Does the presence of mental illness increase the risk of developing coronary heart disease?
This review highlights a significant bidirectional relationship between mental disorders and coronary heart disease, emphasizing the increased risk of CHD in patients with severe mental illness, anxiety, and PTSD.
Coronary heart disease (CHD) and mental illness are among the leading causes of morbidity and mortality worldwide. Decades of research has revealed several, and sometimes surprising, links between CHD and mental illness, and has even suggested that both may actually cause one another. However, the precise nature of these links has not yet been clearly established.

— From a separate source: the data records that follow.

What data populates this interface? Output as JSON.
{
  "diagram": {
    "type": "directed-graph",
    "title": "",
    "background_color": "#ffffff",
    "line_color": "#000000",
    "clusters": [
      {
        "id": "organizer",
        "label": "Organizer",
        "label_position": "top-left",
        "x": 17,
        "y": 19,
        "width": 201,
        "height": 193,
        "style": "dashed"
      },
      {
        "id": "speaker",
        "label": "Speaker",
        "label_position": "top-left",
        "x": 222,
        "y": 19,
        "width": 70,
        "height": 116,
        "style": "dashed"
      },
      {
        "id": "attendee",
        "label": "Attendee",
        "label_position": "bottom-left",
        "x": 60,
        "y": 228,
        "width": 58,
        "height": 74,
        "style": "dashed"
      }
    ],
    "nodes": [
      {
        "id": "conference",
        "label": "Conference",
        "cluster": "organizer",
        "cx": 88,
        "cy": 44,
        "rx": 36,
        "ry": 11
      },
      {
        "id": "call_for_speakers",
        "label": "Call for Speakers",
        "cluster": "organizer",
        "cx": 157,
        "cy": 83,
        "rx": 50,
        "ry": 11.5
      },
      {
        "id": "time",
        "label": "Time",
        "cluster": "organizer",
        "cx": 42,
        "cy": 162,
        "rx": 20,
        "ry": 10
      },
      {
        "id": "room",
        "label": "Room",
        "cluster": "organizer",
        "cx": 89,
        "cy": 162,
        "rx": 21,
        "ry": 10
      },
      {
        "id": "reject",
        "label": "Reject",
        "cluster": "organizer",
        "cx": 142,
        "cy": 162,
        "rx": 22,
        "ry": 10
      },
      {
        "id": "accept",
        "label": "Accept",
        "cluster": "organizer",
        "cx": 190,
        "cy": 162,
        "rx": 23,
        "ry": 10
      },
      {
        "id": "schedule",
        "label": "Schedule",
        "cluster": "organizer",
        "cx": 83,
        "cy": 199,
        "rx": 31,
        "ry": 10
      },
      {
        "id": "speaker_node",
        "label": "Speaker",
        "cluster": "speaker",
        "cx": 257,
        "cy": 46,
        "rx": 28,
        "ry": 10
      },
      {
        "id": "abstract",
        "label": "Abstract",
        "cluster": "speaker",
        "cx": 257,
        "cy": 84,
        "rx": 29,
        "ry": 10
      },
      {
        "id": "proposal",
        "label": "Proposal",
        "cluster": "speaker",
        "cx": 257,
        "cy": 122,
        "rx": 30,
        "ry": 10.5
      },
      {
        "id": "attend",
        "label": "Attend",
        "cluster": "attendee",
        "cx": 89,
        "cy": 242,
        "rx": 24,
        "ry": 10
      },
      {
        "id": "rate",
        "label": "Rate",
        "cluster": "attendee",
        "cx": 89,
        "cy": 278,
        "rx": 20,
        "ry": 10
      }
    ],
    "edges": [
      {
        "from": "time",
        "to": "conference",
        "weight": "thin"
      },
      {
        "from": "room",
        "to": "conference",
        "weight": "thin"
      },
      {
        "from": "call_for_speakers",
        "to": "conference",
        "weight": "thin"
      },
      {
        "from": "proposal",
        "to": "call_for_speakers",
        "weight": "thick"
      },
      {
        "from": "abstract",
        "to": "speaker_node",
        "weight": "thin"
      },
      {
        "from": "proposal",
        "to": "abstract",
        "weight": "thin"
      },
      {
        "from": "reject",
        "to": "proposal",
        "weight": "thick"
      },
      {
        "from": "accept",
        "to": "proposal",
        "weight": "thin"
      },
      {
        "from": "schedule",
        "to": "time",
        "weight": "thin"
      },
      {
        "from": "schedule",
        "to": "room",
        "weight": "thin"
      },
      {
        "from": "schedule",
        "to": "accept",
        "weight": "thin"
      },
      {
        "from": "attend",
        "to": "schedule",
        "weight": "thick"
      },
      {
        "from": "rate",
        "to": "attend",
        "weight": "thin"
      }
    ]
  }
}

The goal of this paper, therefore, is to comprehensively review and discuss the state-of-the-art nature of the epidemiological and pathophysiological aspects of the bidirectional links between mental illness and CHD. This review demonstrates that there exists a large body of epidemiological prospective data showing that people with severe mental illness, including schizophrenia, bipolar disorder, and major depressive disorder, as a group, have an increased risk of developing CHD, compared with controls [adjusted hazard ratio (adjHR)=1.54; 95% CI: 1.30-1.82, PP<0.0001), as well as experiences of persistent or intense stress or posttraumatic stress disorder (PTSD) (adjHR=1.27, 95% CI: 1.08-1.49), although to a lesser degree, may also be independently associated with an increased risk of developing CHD. On the other hand, research also indicates that these symptoms/mental diseases are common in patients with CHD and may be associated with a substantial increase in cardiovascular morbidity and mortality. Finally, mental diseases and CHD appear to have a shared etiology, including biological, behavioral, psychological, and genetic mechanisms.
Binder et al. (Sat,) studied this question.